If it’s a choice between an invasion by these two guys or the two gay-obssessed Russian leaders in the next item, we’d have to think abut it. OK, not really, since these particular Americans appear to be potty trained.Pete and Bret Leduc, both of Los Angeles, happy to tout their stereotype during a visit to Longyearbyen this week, which of course won over plenty of locals including Kroa employee Ida Christine Aske Lima who was among those clamoring for a photo. The gents are wearing custom t-shirts they obtained in 2013 for their foreign travels. Pete’s advice on ensuring a visitor lives up to the shirts’ boast: “The stupid thing I find myself doing is complaining how expensive everything is.” On the other hand, they actually asked where the bathroom is, unlike the parade of tourists doing the deed in questionable places outdoors that we exhibited in this space last week….

Russia’s deputy internet troll is back and feeding orts and droppings to our superficial media souls by declaring “Russia’s tanks don’t need visas” when visiting places like Svalbard. Dmitry Rogozin, responding Saturday on Russian state TV to concerns about increasingly aggressive activity in the Arctic, basically told Norway to screw themselves as it plans to enact tougher entry restrictions to Svalbard after his unwanted visit here in April. “So what if they won’t give us visas, put us on sanctions list,” he said before tossing in the tank remark. He said the West “is afraid of the fact that we have started looking around, at our enormous territory.” What we should fear, he added in one of infamous Twitter messages, is the West will “fall under the weight of Islamic State and gays.” Because those two seem like such a natural alliance…
Much as we poke fun the revival of certain Soviet-era antics, there’s nothing amusing when real repression occurs – and in this case it’s happening on our side of the border as Norwegian government officials are stripping the online newspaper BarentsObserver, which provides some of the best “outside” coverage of Svalbard, of its right to publish without censorship. That has prompted the publishing of our first-ever editorial as we and pretty much every other journalism entity in Norway are denouncing the decision. BarentsObserver is is essentially owned by Norway’s three northernmost county governments, but that’s no excuse when objective coverage of what’s happening between Norway and Russia is more important than ever.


Work instructions: Beginning with the line that contains "Identify the location", print each line to the end of the data exactly. Omit the pictures.

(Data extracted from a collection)
Segment Open
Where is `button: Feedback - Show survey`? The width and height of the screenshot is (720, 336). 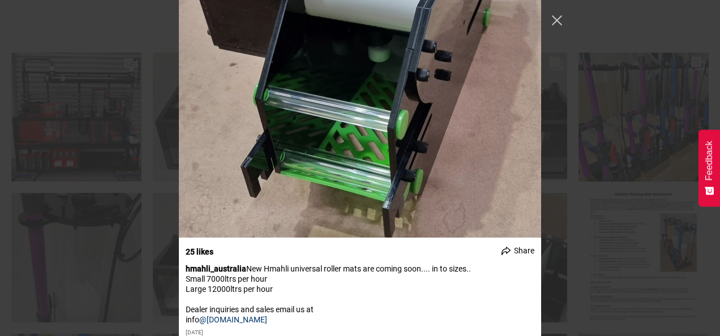 button: Feedback - Show survey is located at coordinates (710, 168).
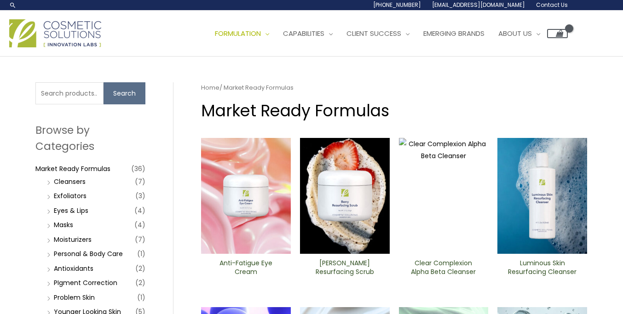  What do you see at coordinates (238, 33) in the screenshot?
I see `span: Formulation` at bounding box center [238, 33].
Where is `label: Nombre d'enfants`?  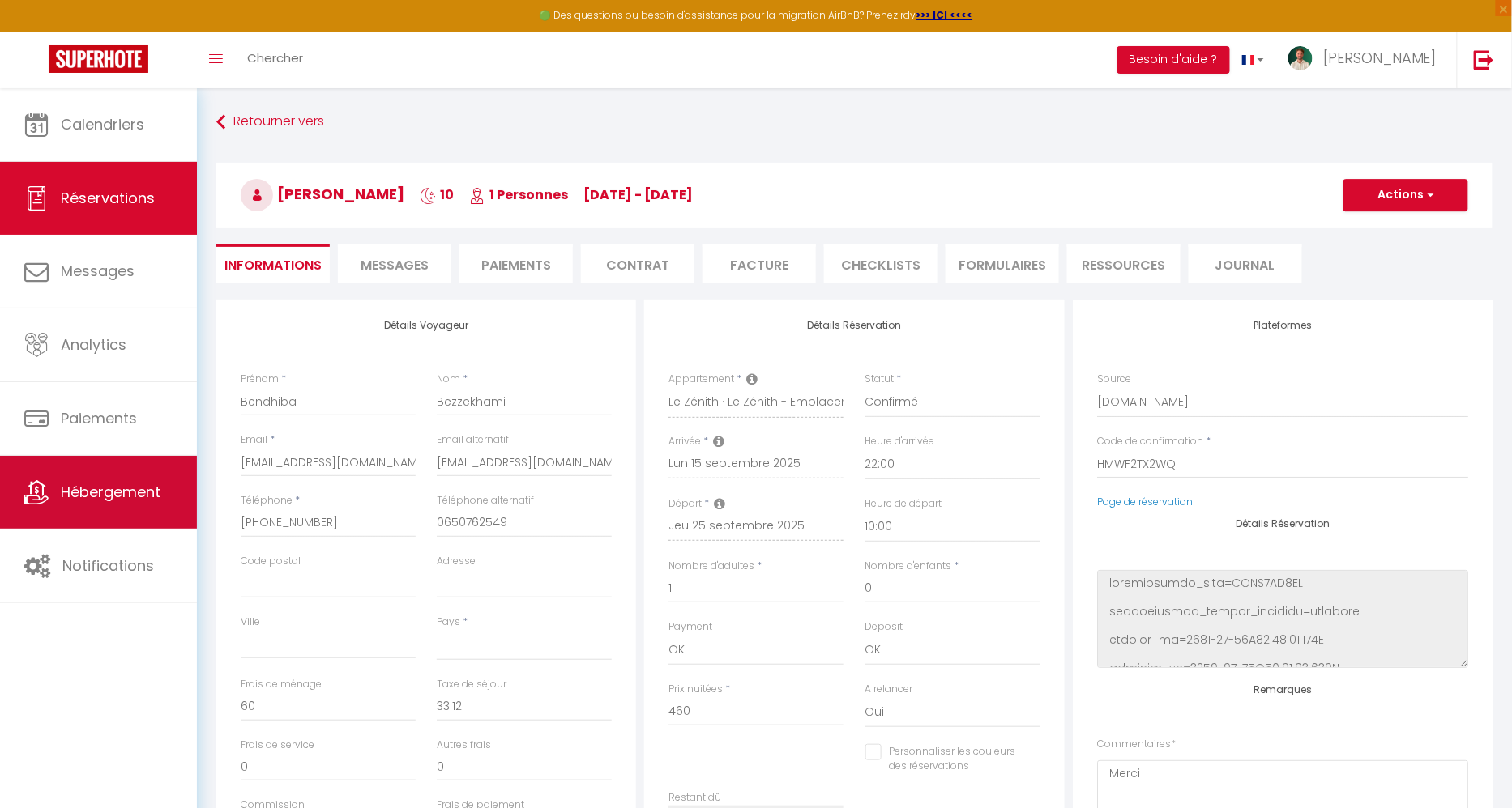
label: Nombre d'enfants is located at coordinates (908, 566).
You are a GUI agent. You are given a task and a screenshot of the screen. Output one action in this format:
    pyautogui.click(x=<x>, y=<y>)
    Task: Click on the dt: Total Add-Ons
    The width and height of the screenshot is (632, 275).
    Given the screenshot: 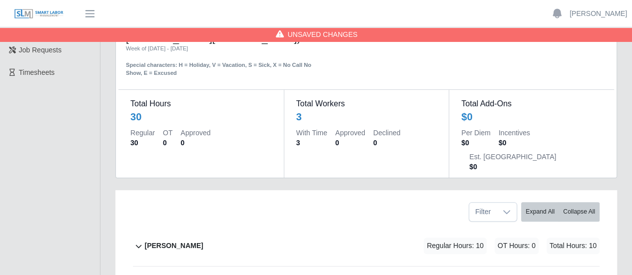 What is the action you would take?
    pyautogui.click(x=531, y=104)
    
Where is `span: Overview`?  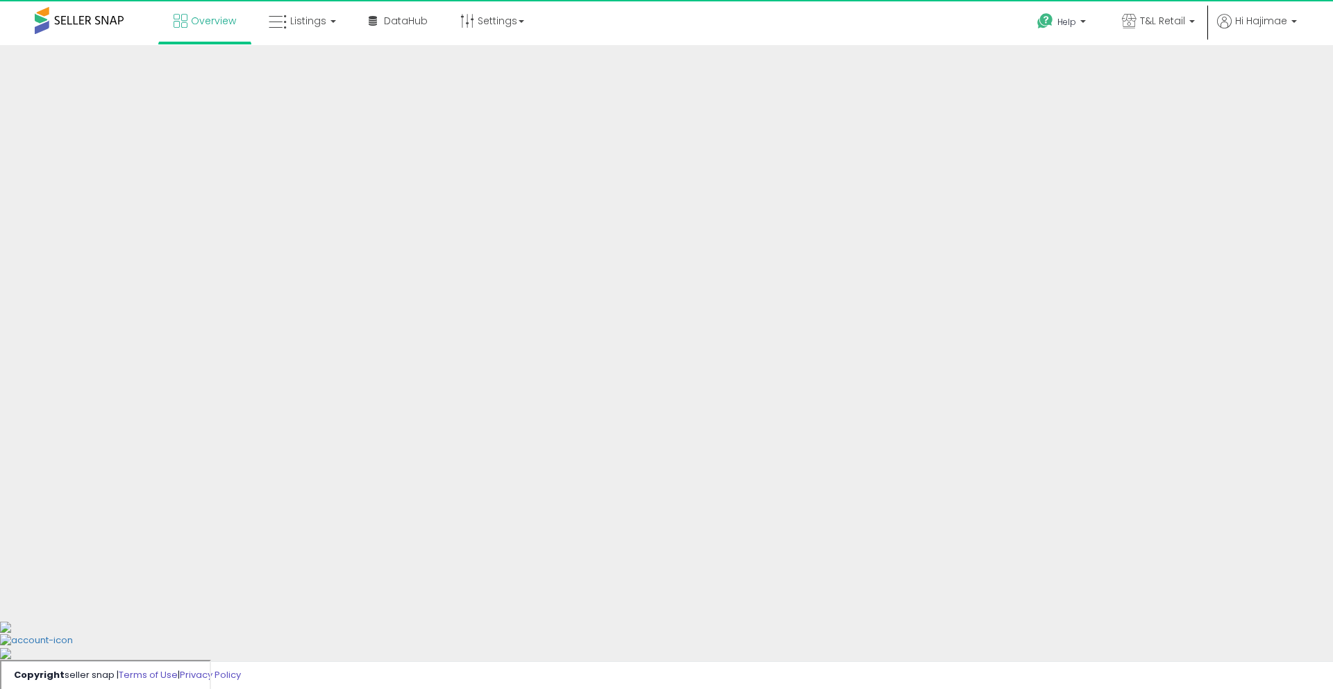
span: Overview is located at coordinates (213, 21).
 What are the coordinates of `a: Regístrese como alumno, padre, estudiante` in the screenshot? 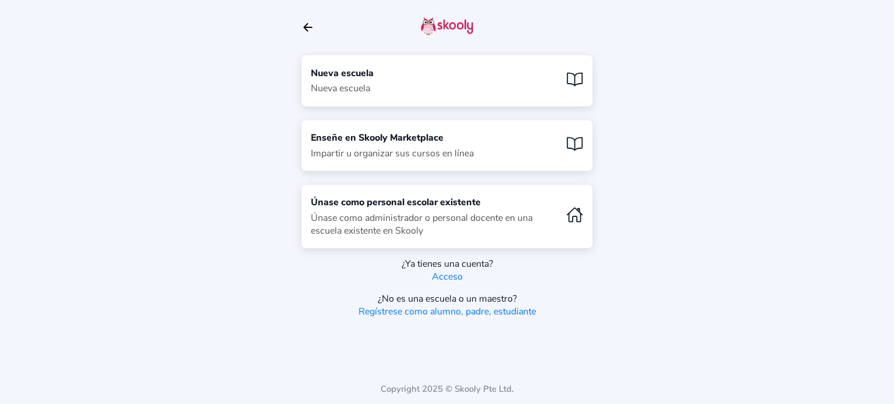 It's located at (447, 312).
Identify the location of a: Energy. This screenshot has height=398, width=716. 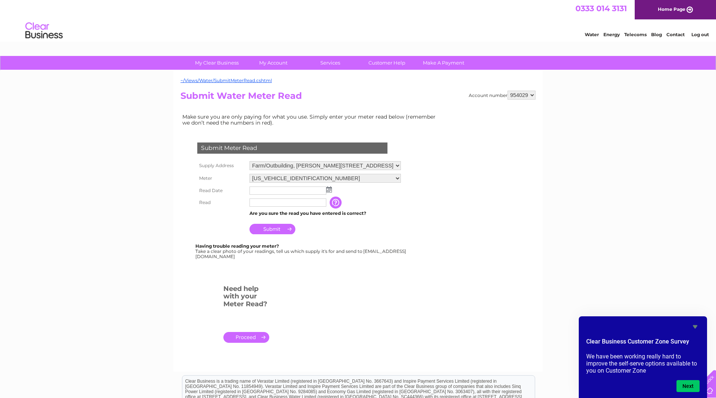
(612, 34).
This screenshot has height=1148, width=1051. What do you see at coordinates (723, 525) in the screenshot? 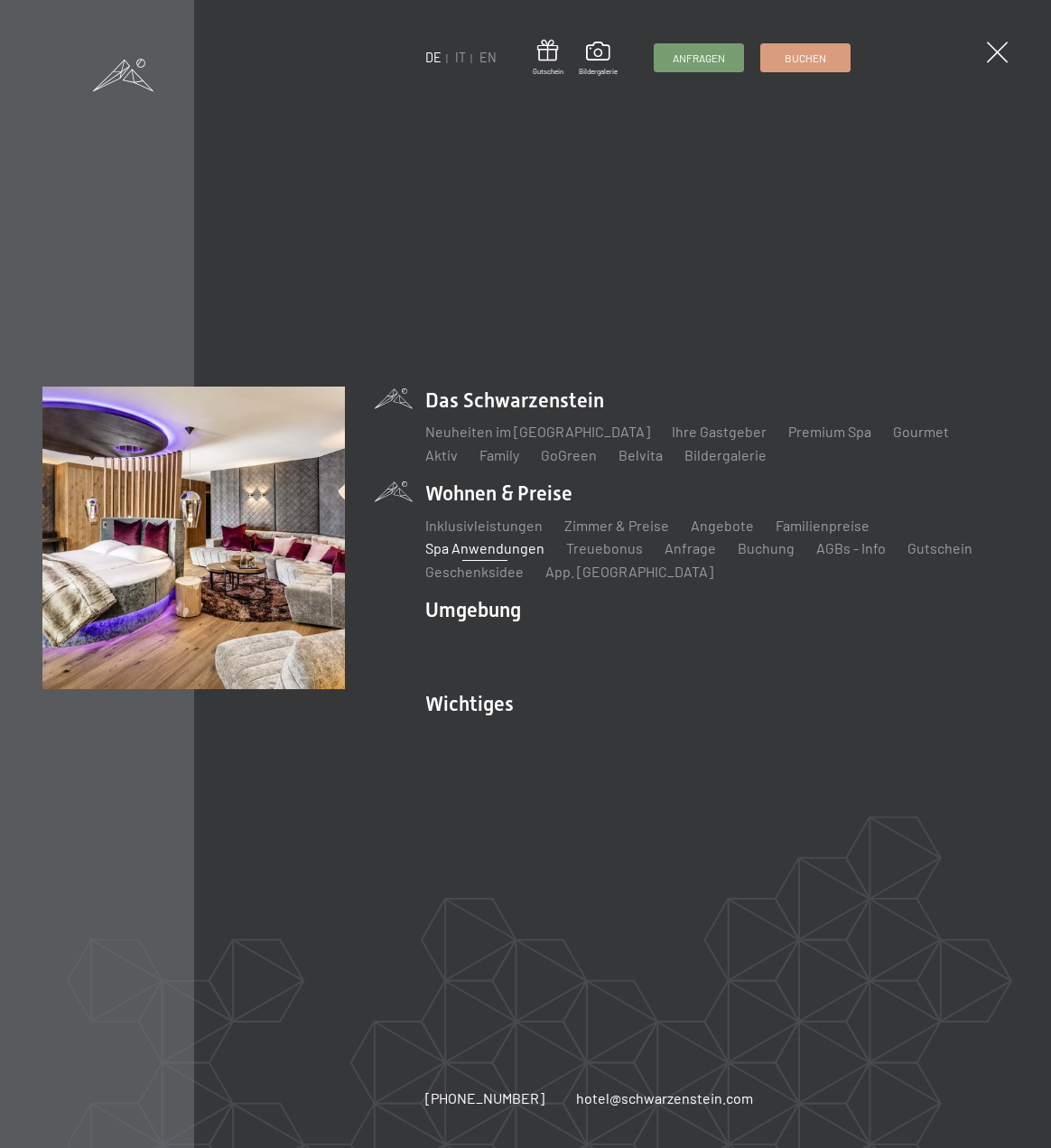
I see `a: Angebote` at bounding box center [723, 525].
Segment Closed
Output for this task:
Identify the location of a: Energy. This screenshot has height=398, width=716. 
(612, 34).
This screenshot has height=1148, width=1051. What do you see at coordinates (723, 525) in the screenshot? 
I see `a: Angebote` at bounding box center [723, 525].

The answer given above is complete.